Please be advised that I purposefully decided to predict the label as a value rather than a classification problem. Next, I tried to reimplement backprop machinery using numpy. Here is the implementation:

import numpy as np
import torch
from keras.datasets import mnist

n_train = 200
(X_train, y_train), (X_test, y_test) = mnist.load_data()
X_train = np.reshape(X_train[:n_train, :, :], (n_train, 784)).T
y_train = np.reshape(y_train[:n_train], (n_train, 1)).T

# -- model
def init_w(input_size, output_size):
    w = 1. / np.sqrt(input_size)
    return np.random.uniform(-w, w, (output_size, input_size))

def model(x, w1, w2, w3, w4):
    y1 = np.matmul(w1, x)
    y2 = np.matmul(w2, y1)
    y3 = np.matmul(w3, y2)
    y4 = np.matmul(w4, y3)

    return x, y1, y2, y3, y4

batch_size = 10
batch_n = -(-len(X_train.T) // batch_size)
epochs = 10
eta = 1e-3

w1 = init_w(784, 512)
w2 = init_w(512, 264)
w3 = init_w(264, 128)
w4 = init_w(128, 1)

for epoch in range(1, epochs + 1):
    train_loss = 0

    for idx in range(batch_n):

        # -- training data
        y0 = X_train[:, idx * batch_size:(idx + 1) * batch_size] / 256
        y_target = y_train[:, idx * batch_size:(idx + 1) * batch_size]

        # -- predict
        y0, y1, y2, y3, y4 = model(y0, w1, w2, w3, w4)

        # -- compute error
        e4 = y_target - y4
        e3 = np.matmul(w4.T, e4)
        e2 = np.matmul(w3.T, e3)
        e1 = np.matmul(w2.T, e2)

        # -- weight update
        w1 = w1 - eta * np.matmul(e1, y0.T)
        w2 = w2 - eta * np.matmul(e2, y1.T)
        w3 = w3 - eta * np.matmul(e3, y2.T)
        w4 = w4 - eta * np.matmul(e4, y3.T)

        # -- compute loss
        train_loss += 0.5 * np.matmul(e4, e4.T).item()
        print(train_loss)

    # -- log
    print('Train Epoch: {}\tLoss: {:.6f}'.format(epoch, train_loss / n_train))

Unfortunately, my numpy reimplementation blows up after few iteration while the pytorch implementation starts to converge.
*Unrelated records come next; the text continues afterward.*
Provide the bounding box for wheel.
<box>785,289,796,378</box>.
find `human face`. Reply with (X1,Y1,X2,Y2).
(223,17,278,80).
I was wondering if pytorch is using anything different than simple chain rule in the SGD optimizer or if my numpy implementation is off.

Thanks.

Hi Blade!

I would start by checking, step by step, whether your pytorch and
numpy implementations give the same results (up to round-off error).

First initialize your pytorch and numpy models with the same weights.

Then pass the same single sample through both models and see if
the model outputs are the same. Then check that the loss-function
values are the same. Then backpropagate both and see if they
generate the same gradients. Finally take one optimizer step and
see whether you get the same updated weights for both models.

Presumably the two implementations differ somewhere, and this
should show you where.

As an aside, you have four linear layers without any intervening
non-linear “activations.” As such, the four layers collapse into a
single linear layer. This won’t break anything, but the example you
are studying is just a complicated way of writing a single linear
layer, Linear (784, 1, bias = False). Recognizing this might
make it simpler to carry out your debugging.

Best.

K. Frank

1 Like

I appreciate the comment, Frank. It turned out I defined e4 with an extra negative.